Morocco gov’t fails to exile
fighter for Sahrawi rights
 
BY SETH GALINSKY  
Aminatou Haidar, a prominent supporter of independence for the Western Sahara, returned to her home in El Aaiún in the Moroccan-controlled territory December 18 after a 32-day hunger strike.

Haidar was arrested November 13 at the airport as she attempted to return to Western Sahara from an awards ceremony in New York. Her passport was confiscated and she was expelled from Western Sahara, forced onto a plane that landed at the Lanzarote airport in the Canary Islands, a Spanish possession.

Morocco’s regime has occupied Western Sahara, a former Spanish colony with rich phosphate and iron ore deposits, since 1975. The Polisario Front fought a war for independence from 1976 until 1991.

That war ended when the Moroccan government agreed to a UN-sponsored referendum on self-determination for the Sahrawi people. But since then, the Moroccan regime has blocked carrying out the accord and instead is pushing an “autonomy” plan.

The Socialist Party government of Spain tried to get Haidar to end her hunger strike and accept forced exile in Spain, but she refused. She won support in Spain and internationally for her right to return to Western Sahara, embarrassing Madrid.

The Moroccan ambassador to Spain, Omar Azziman, said in a press conference that the signing of a Morocco-Spain trade pact two days before “had nothing to do” with the agreement to allow Haidar to return home.

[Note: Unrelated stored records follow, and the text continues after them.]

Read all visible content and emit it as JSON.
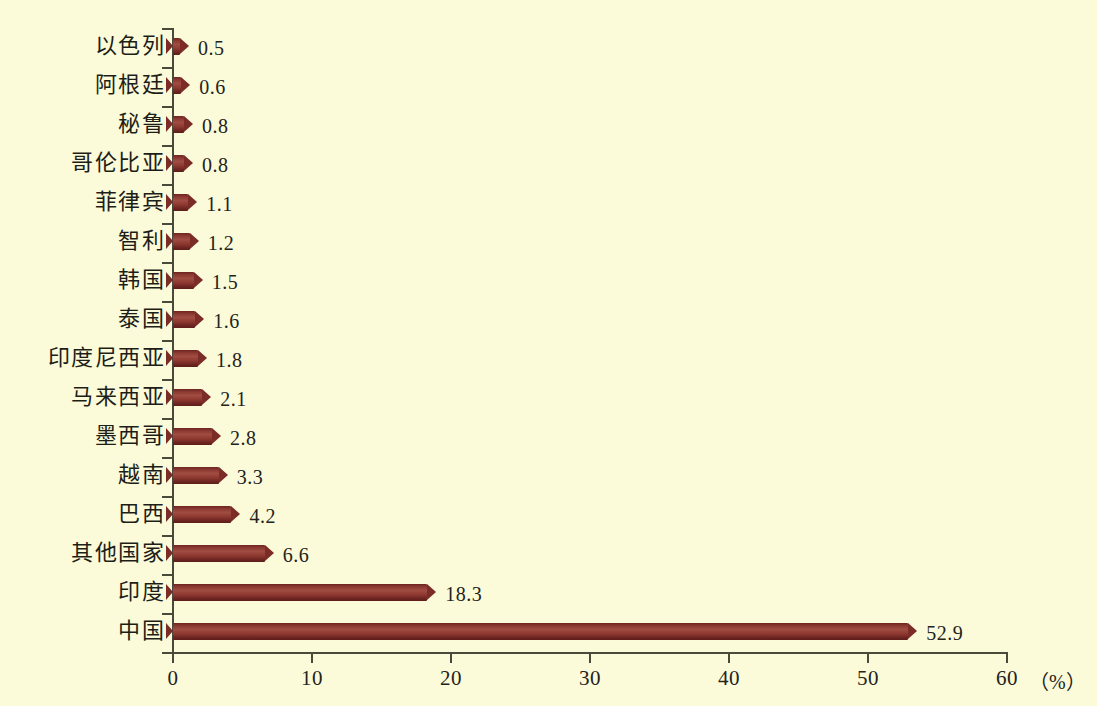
{
  "chart_data": {
    "type": "bar",
    "orientation": "horizontal",
    "title": "",
    "subtitle": "",
    "xlabel": "（%）",
    "ylabel": "",
    "xlim": [
      0,
      60
    ],
    "x_ticks": [
      "0",
      "10",
      "20",
      "30",
      "40",
      "50",
      "60"
    ],
    "x_tick_values": [
      0,
      10,
      20,
      30,
      40,
      50,
      60
    ],
    "grid": false,
    "legend": null,
    "unit_suffix": "（%）",
    "bar_color": "#8d3b33",
    "background_color": "#fbfbd9",
    "axis_color": "#4a4a3c",
    "categories": [
      "以色列",
      "阿根廷",
      "秘鲁",
      "哥伦比亚",
      "菲律宾",
      "智利",
      "韩国",
      "泰国",
      "印度尼西亚",
      "马来西亚",
      "墨西哥",
      "越南",
      "巴西",
      "其他国家",
      "印度",
      "中国"
    ],
    "values": [
      0.5,
      0.6,
      0.8,
      0.8,
      1.1,
      1.2,
      1.5,
      1.6,
      1.8,
      2.1,
      2.8,
      3.3,
      4.2,
      6.6,
      18.3,
      52.9
    ],
    "value_labels": [
      "0.5",
      "0.6",
      "0.8",
      "0.8",
      "1.1",
      "1.2",
      "1.5",
      "1.6",
      "1.8",
      "2.1",
      "2.8",
      "3.3",
      "4.2",
      "6.6",
      "18.3",
      "52.9"
    ]
  }
}
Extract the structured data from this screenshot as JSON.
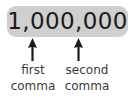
{
  "figure": {
    "number": {
      "value": "1,000,000",
      "pill_color": "#cfcfcf",
      "text_color": "#1b1b1b"
    },
    "annotations": [
      {
        "arrow_icon": "up-arrow-icon",
        "line1": "first",
        "line2": "comma"
      },
      {
        "arrow_icon": "up-arrow-icon",
        "line1": "second",
        "line2": "comma"
      }
    ],
    "background_color": "#ffffff",
    "caption_color": "#3a3a3a"
  }
}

Azziman noted that a press release on Haidar’s return by Spanish president Luis Zapatero recognized that “Moroccan law applies to the Western Sahara.”

Moroccan police broke up a demonstration by hundreds of people in front of Haidar’s home in El Aaiún, celebrating her return. Made up mostly of women and children, they chanted slogans in support of the Polisario Front and self-determination for Western Sahara, reported El País.

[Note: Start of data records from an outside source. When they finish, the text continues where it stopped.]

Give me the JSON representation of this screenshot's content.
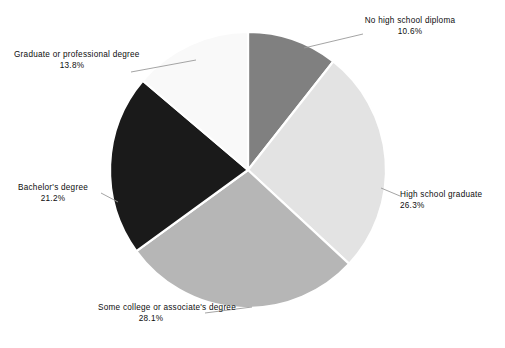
{
  "chart_data": {
    "type": "pie",
    "title": "",
    "subtitle": "",
    "xlabel": "",
    "ylabel": "",
    "legend_position": "none",
    "grid": false,
    "start_angle_deg": 90,
    "direction": "clockwise",
    "categories": [
      "No high school diploma",
      "High school graduate",
      "Some college or associate's degree",
      "Bachelor's degree",
      "Graduate or professional degree"
    ],
    "values": [
      10.6,
      26.3,
      28.1,
      21.2,
      13.8
    ],
    "value_labels": [
      "10.6%",
      "26.3%",
      "28.1%",
      "21.2%",
      "13.8%"
    ],
    "colors": [
      "#808080",
      "#e3e3e3",
      "#b6b6b6",
      "#1a1a1a",
      "#f9f9f9"
    ],
    "slices": [
      {
        "label_line1": "No high school",
        "label_line2": "diploma",
        "percent": "10.6%",
        "value": 10.6,
        "color": "#808080"
      },
      {
        "label_line1": "High school graduate",
        "label_line2": "",
        "percent": "26.3%",
        "value": 26.3,
        "color": "#e3e3e3"
      },
      {
        "label_line1": "Some college or",
        "label_line2": "associate's degree",
        "percent": "28.1%",
        "value": 28.1,
        "color": "#b6b6b6"
      },
      {
        "label_line1": "Bachelor's degree",
        "label_line2": "",
        "percent": "21.2%",
        "value": 21.2,
        "color": "#1a1a1a"
      },
      {
        "label_line1": "Graduate or",
        "label_line2": "professional degree",
        "percent": "13.8%",
        "value": 13.8,
        "color": "#f9f9f9"
      }
    ]
  },
  "canvas": {
    "background": "#ffffff",
    "leader_line_color": "#9a9a9a",
    "slice_border_color": "#ffffff"
  }
}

There were similar demonstrations in the downtown neighborhood of Matallah and working-class suburbs of Bucráa, Skaikima, and Mesuar, the paper said.

Haidar condemned the Spanish statement recognizing Moroccan law in Western Sahara. “That’s against international law,” Haidar told the press from her home. “Spain is responsible for the territory because it withdrew before carrying out the decolonization of the Western Sahara.”